[Cosmo-dev] Thoughts on sharing
Brian Moseley
bcm at osafoundation.org
Tue Jul 11 07:57:15 PDT 2006
On 7/10/06, Charles Mattair <cmattair at simdeskcorp.com> wrote:
> Actually, in looking at the problem a little longer, this is less a
> CalDAV problem than a WebDAV one.
right, this problem is much bigger than calendars.
the basic approach is to just give access to your content to people
whom your server can authoritatively identify by credential
presentation. you can control access to specific pieces of content
through standard mechanism such as acls.
you can open the content up to everybody else by having the server
look for a token or ticket in the content request. if the ticket is
presented, the user's identify is presumed to have been validated out
of band by the person who granted the ticket on the content in the
first place. but of course that's a much weaker form of security.
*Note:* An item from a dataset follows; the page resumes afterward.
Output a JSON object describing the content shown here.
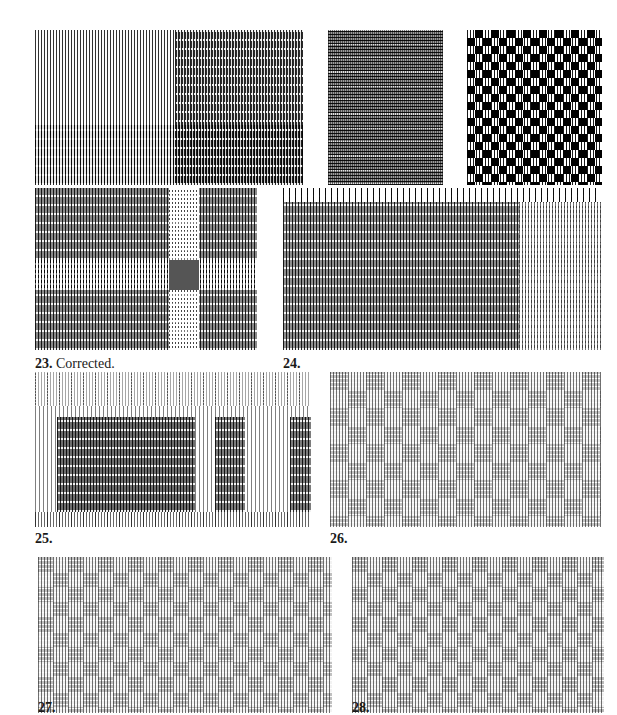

one compromise is to delegate security decisions to an external
trusted service. this is similar to the ticket scenario in that the
content server gets a request with a token in it that asserts the
requestor has authenticated himself to the service that "owns" his
identity. the assertion is validated by the content server, tho, which
contacts the external service and presents the token for confirmation.
this also allows the content server to request any identity
information about the requestor that may be available. one
implementation of such a federated identity system is shibboleth.
here's a good article on the subject:
<http://www.educause.edu/apps/eq/eqm04/eqm0442.asp?bhcp=1>
eventually cosmo will support shibboleth and will track other identity
management work. having each content server be authoritative wrt
identity is a relic of an age that is rapidly passing us by.